Trim and smooth

Trio Dali

Melbourne Recital Centre

November 15, 2016

trio-dali

                                                                                        Trio Dali

                                                  Jack Liebeck, Amandine Savary, Christian-Pierre La Marca

The Dalis have visited for Musica Viva before, appearing here in May 2012 with a similar program to this current one. Then, they performed Ravel and Schubert in E flat, as well as Australian Gordon Kerry’s Im Winde; this time, it’s Beethoven Op. 1 in E flat, Chausson’s Op. 3 and Roger Smalley‘s 1991 Trio, written as a compulsory hurdle for ensembles in that year’s Melbourne International Chamber Music Competition and becoming familiar over that week through sheer power of repetition.   Some things have changed over the years: violin Vineta Sareika has been replaced by Jack Liebeck, and Amandine Savary‘s piano now opens on the long stick – a mixed blessing.

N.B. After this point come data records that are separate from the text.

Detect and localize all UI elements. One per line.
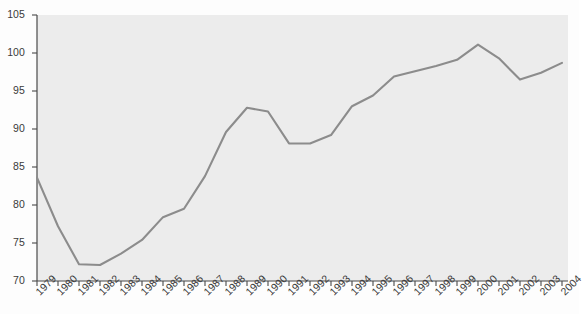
y-tick-label: 90 — [0, 122, 25, 134]
y-tick-label: 100 — [0, 46, 25, 58]
y-tick-label: 85 — [0, 160, 25, 172]
y-tick-marks — [32, 15, 37, 281]
plot-area-background — [37, 15, 568, 281]
y-tick-label: 95 — [0, 84, 25, 96]
y-tick-label: 75 — [0, 236, 25, 248]
y-tick-label: 80 — [0, 198, 25, 210]
y-tick-label: 70 — [0, 274, 25, 286]
y-tick-label: 105 — [0, 8, 25, 20]
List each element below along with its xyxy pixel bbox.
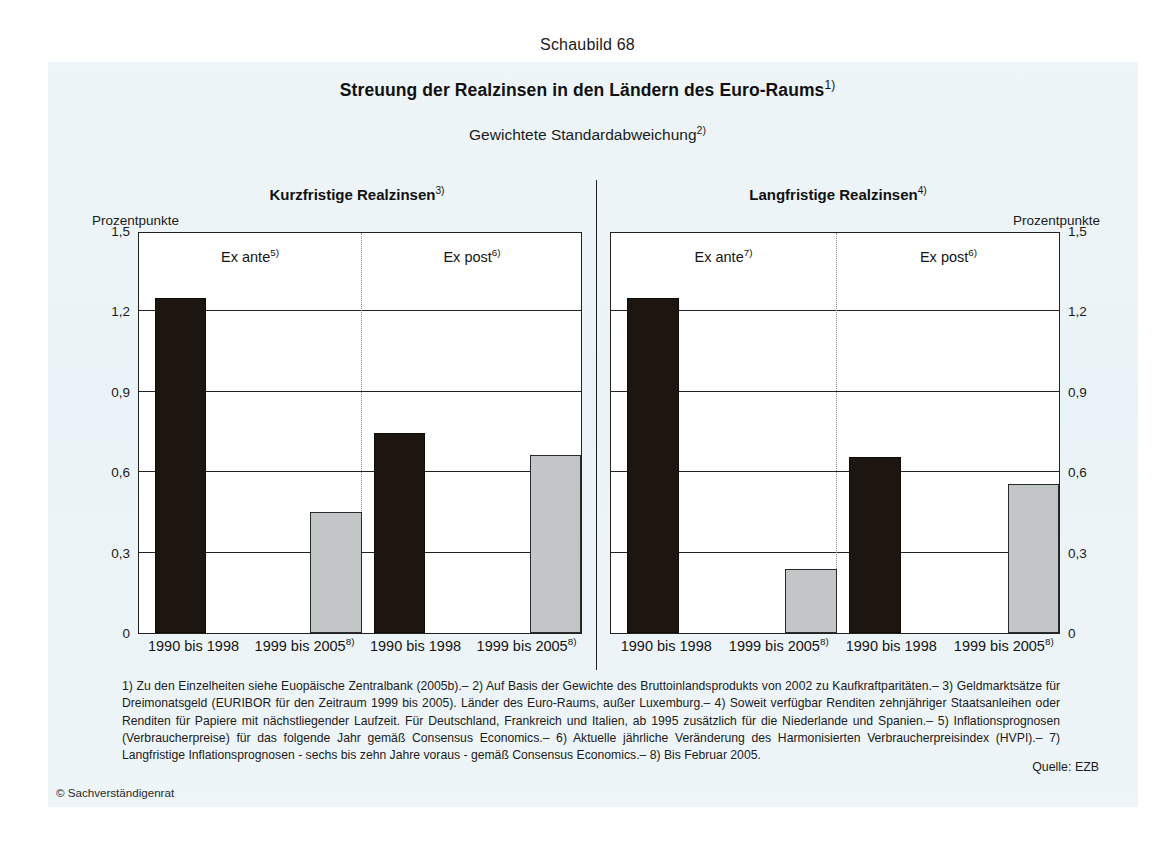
- x-axis-label-left-2: 1990 bis 1998: [360, 638, 471, 654]
- x-axis-label-footnote-marker: 8): [346, 636, 355, 647]
- y-axis-tick-left-1,2: 1,2: [90, 305, 130, 319]
- subtitle-footnote-marker: 2): [697, 124, 706, 136]
- figure-number: Schaubild 68: [0, 36, 1175, 54]
- y-axis-tick-right-0,9: 0,9: [1068, 386, 1108, 400]
- x-axis-label-right-1: 1999 bis 20058): [723, 638, 836, 654]
- x-axis-label-text: 1999 bis 2005: [729, 638, 820, 654]
- plot-area-right: Ex ante7)Ex post6): [610, 232, 1060, 634]
- group-label-text: Ex ante: [695, 249, 744, 265]
- group-label-right-1: Ex post6): [836, 249, 1061, 265]
- footnotes: 1) Zu den Einzelheiten siehe Euopäische …: [122, 678, 1060, 765]
- page-subtitle: Gewichtete Standardabweichung2): [0, 126, 1175, 144]
- y-axis-tick-right-0,6: 0,6: [1068, 466, 1108, 480]
- x-axis-label-right-3: 1999 bis 20058): [948, 638, 1061, 654]
- panel-title-left-text: Kurzfristige Realzinsen: [270, 186, 436, 203]
- x-axis-label-footnote-marker: 8): [820, 636, 829, 647]
- x-axis-label-left-0: 1990 bis 1998: [138, 638, 249, 654]
- x-axis-label-text: 1990 bis 1998: [370, 638, 461, 654]
- x-axis-label-footnote-marker: 8): [568, 636, 577, 647]
- x-axis-label-text: 1990 bis 1998: [148, 638, 239, 654]
- x-axis-label-text: 1990 bis 1998: [846, 638, 937, 654]
- x-axis-label-right-0: 1990 bis 1998: [610, 638, 723, 654]
- bar-right-0: [627, 298, 679, 633]
- panel-title-left-footnote-marker: 3): [435, 185, 444, 196]
- x-axis-label-footnote-marker: 8): [1045, 636, 1054, 647]
- source-note: Quelle: EZB: [1032, 760, 1099, 774]
- group-label-text: Ex ante: [221, 249, 270, 265]
- main-title-footnote-marker: 1): [824, 78, 835, 92]
- panel-title-right-text: Langfristige Realzinsen: [749, 186, 917, 203]
- y-axis-tick-left-0,9: 0,9: [90, 386, 130, 400]
- group-label-footnote-marker: 6): [968, 247, 977, 258]
- x-axis-label-text: 1999 bis 2005: [954, 638, 1045, 654]
- x-axis-label-text: 1999 bis 2005: [477, 638, 568, 654]
- x-axis-label-text: 1999 bis 2005: [255, 638, 346, 654]
- y-axis-tick-right-0: 0: [1068, 627, 1108, 641]
- group-label-text: Ex post: [920, 249, 968, 265]
- panel-divider: [596, 180, 597, 670]
- figure-page: Schaubild 68 Streuung der Realzinsen in …: [0, 0, 1175, 842]
- subtitle-text: Gewichtete Standardabweichung: [469, 126, 696, 143]
- x-axis-label-text: 1990 bis 1998: [621, 638, 712, 654]
- chart-panel-kurzfristige: Kurzfristige Realzinsen3) Prozentpunkte …: [92, 180, 582, 660]
- y-axis-tick-left-0,6: 0,6: [90, 466, 130, 480]
- bar-left-0: [155, 298, 206, 633]
- panel-title-right: Langfristige Realzinsen4): [610, 186, 1100, 203]
- bar-left-2: [374, 433, 425, 633]
- y-axis-tick-right-1,5: 1,5: [1068, 225, 1108, 239]
- x-axis-label-left-3: 1999 bis 20058): [471, 638, 582, 654]
- group-label-left-0: Ex ante5): [139, 249, 361, 265]
- group-label-footnote-marker: 5): [270, 247, 279, 258]
- y-axis-tick-left-0: 0: [90, 627, 130, 641]
- copyright-note: © Sachverständigenrat: [56, 786, 174, 799]
- group-label-right-0: Ex ante7): [611, 249, 836, 265]
- y-axis-tick-right-1,2: 1,2: [1068, 305, 1108, 319]
- group-label-footnote-marker: 7): [744, 247, 753, 258]
- group-label-footnote-marker: 6): [492, 247, 501, 258]
- bar-right-1: [785, 569, 837, 633]
- group-label-left-1: Ex post6): [361, 249, 583, 265]
- page-title: Streuung der Realzinsen in den Ländern d…: [0, 80, 1175, 101]
- x-axis-label-left-1: 1999 bis 20058): [249, 638, 360, 654]
- panel-title-right-footnote-marker: 4): [918, 185, 927, 196]
- plot-area-left: Ex ante5)Ex post6): [138, 232, 582, 634]
- x-axis-label-right-2: 1990 bis 1998: [835, 638, 948, 654]
- group-label-text: Ex post: [443, 249, 491, 265]
- bar-left-3: [530, 455, 581, 633]
- y-axis-tick-left-0,3: 0,3: [90, 547, 130, 561]
- bar-right-2: [849, 457, 901, 633]
- bar-right-3: [1008, 484, 1060, 633]
- panel-title-left: Kurzfristige Realzinsen3): [92, 186, 582, 203]
- main-title-text: Streuung der Realzinsen in den Ländern d…: [340, 80, 825, 100]
- chart-panel-langfristige: Langfristige Realzinsen4) Prozentpunkte …: [610, 180, 1100, 660]
- bar-left-1: [310, 512, 361, 633]
- y-axis-tick-left-1,5: 1,5: [90, 225, 130, 239]
- y-axis-tick-right-0,3: 0,3: [1068, 547, 1108, 561]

As anticipated from the one previous exposure, this ensemble is nothing if not polished.  The opening movement to their Beethoven interpretation set a high standard in the melding of lines, no one hogging the spotlight.  Even though the temptation is there for the pianist’s taking,  Savary husbands her full power, exerting it rarely, and she avoids the trap of seeing a large level of activity in both hands as giving her a justified primacy.  By a careful and constant control over both sustaining and dampening pedals, she allowed her colleagues a dream run in the trio’s first half.   And if her contribution dominated the last two movements, there’s nobody to blame but the composer who gave his keyboard a rollicking conclusion to both halves of the Scherzo and all the running of the Trio; not to mention that attention-grabbing leap of a 10th to kick off the Presto finale and an irrepressibly effervescent field of action thereafter.

Liebeck  and La Marca make a well-matched string duo, the violinist  generating a line of elegant finesse with a keen sense of shaping his contribution into a piece’s framework, while the cellist shows more aggression although his output offers a marked counterweight to Liebeck in its emphases and mode of attack which, at heated moments, involves the incidental clunking of his bow’s frog as a sort of commentary on his awareness of a phrase’s force.

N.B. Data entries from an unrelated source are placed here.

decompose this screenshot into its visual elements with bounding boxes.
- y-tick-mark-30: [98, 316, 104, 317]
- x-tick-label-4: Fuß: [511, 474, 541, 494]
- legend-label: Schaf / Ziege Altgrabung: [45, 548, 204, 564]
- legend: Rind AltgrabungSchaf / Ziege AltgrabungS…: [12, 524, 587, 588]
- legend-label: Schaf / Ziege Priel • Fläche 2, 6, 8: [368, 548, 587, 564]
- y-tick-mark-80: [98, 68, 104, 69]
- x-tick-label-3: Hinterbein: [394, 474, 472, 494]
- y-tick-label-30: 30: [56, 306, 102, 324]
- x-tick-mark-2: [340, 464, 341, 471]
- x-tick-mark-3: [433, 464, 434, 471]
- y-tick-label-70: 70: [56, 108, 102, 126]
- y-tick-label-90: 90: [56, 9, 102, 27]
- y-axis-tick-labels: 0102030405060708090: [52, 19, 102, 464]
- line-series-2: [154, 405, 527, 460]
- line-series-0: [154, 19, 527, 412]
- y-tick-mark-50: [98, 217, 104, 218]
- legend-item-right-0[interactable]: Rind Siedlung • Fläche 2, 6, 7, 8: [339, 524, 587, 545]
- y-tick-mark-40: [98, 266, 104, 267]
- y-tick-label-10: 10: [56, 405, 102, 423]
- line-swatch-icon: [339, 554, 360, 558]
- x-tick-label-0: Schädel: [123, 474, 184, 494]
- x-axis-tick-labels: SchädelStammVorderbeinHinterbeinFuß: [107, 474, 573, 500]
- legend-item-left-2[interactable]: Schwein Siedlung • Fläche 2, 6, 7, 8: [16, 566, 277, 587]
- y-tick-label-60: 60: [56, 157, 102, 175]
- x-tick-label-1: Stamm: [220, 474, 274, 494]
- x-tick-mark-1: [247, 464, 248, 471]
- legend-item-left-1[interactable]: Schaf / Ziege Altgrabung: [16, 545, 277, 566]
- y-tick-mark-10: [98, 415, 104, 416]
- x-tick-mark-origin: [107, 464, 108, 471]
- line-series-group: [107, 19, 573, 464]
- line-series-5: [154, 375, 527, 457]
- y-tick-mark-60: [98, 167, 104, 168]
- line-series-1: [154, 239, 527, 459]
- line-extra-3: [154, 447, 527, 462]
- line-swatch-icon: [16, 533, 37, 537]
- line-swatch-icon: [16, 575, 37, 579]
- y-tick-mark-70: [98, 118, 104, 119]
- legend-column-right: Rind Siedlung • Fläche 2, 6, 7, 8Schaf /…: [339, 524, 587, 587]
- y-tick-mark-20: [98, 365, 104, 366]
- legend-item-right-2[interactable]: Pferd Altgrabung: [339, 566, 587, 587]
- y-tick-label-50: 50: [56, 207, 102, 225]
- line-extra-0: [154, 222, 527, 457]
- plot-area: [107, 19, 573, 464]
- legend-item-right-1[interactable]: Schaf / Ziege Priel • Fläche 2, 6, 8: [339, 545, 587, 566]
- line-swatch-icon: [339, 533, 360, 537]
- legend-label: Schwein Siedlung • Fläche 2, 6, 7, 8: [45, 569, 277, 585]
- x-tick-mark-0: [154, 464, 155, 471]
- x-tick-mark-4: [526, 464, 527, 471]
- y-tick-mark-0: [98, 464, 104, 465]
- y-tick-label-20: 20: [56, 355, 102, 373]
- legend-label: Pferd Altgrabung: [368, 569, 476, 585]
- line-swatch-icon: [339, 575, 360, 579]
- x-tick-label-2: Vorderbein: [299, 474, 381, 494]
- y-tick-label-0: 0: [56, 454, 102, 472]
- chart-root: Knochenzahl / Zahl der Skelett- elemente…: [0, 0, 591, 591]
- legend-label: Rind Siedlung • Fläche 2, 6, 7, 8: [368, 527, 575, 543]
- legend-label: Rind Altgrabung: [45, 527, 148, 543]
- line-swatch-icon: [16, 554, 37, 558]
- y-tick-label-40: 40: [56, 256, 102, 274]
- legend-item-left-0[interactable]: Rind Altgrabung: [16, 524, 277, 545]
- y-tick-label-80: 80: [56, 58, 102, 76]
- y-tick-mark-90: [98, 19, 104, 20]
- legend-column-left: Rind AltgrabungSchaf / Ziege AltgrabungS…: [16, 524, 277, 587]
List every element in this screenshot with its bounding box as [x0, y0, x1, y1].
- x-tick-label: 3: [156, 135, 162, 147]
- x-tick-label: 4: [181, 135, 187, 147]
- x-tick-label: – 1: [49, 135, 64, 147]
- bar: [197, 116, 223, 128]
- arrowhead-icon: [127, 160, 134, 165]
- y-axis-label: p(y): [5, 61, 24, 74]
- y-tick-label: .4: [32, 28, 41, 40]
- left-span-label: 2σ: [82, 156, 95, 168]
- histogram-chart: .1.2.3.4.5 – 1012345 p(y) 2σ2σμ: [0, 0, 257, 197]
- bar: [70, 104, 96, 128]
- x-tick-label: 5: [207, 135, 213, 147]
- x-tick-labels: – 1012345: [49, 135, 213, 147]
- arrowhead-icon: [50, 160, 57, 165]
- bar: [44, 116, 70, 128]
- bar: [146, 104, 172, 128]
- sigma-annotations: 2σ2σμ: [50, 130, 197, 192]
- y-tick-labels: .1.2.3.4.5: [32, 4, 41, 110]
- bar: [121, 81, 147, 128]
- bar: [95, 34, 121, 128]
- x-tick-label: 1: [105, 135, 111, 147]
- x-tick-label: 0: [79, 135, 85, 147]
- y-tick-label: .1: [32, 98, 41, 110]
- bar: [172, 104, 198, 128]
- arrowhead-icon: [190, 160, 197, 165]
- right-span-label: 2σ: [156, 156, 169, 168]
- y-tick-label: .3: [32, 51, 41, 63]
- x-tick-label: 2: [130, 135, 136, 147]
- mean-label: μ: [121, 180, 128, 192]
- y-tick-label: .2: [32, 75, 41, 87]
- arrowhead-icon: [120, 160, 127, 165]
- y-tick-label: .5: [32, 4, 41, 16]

It surprised me to find quite a few recordings of the early Chausson work – Parnassus, Beaux Arts, Wanderer, even one by a Trio Chausson – but I can’t recollect any live performances at all.   The Dali players showed high enthusiasm for bringing this neglect to an end and their interpretation proved very persuasive.   While Chausson’s returns and reversions have a stilted character, possibly due to the flamboyance of the work’s readily accessible emotional language and a patchwork quality to the recapitulations, the four movements reveal a welcome variety of emotional character.   An urgent energy permeates the first Anime which reaches a strikingly hectic climax across its last two pages with a welter of very loud full chords in triplets for the piano.

The players preserved a piquant sprightliness in the Vite movement, including a finely graduated decrescendo as the movement sank into triple piano harmonics. The Assez lent brought out the string player’s sympathy in canonic and unison passages, even if Chausson makes heavy work for everyone by having his pianist double the other players’ lines for a good deal of the time.   As for the buoyant final Anime, the spirit of Cesar Franck loomed large with page after page of fraught chromatic shifting and broad melodic strokes.

Smalley’s work was presented by Liebeck as an in memoriam for the Anglo-Australian composer who died last year and whose work didn’t feature overmuch in the musical rounds of this particular eastern state.   His Piano Trio uses Chopin’s A flat Op. 59 Mazurka as a fulcrum/springboard although the references are elliptical at best.   But the Dalis infused it with more vivacity and sheer interest than I can recall from its several performances 25 years ago, particularly some haunting Brittenesque cello sounds in the second part’s Passacaglia.   You got the impression from this version – far more than  in others I can recall – that an awful lot is packed into a short time-frame, so much so that the score’s four segments, though clearly discrete, fly past – in this instance, with manifest concern and mastery.   If only all local content on Musica Viva programs could occupy this excellent and enlightening standard of accomplishment.

The Dali Trio plays again on Saturday November 19 at 7 pm.  Smalley’s work sits at the centre, surrounded by Mendelssohn No. 2 in C minor (the third performance here by  professional ensembles in 12 days) and Schubert in B flat.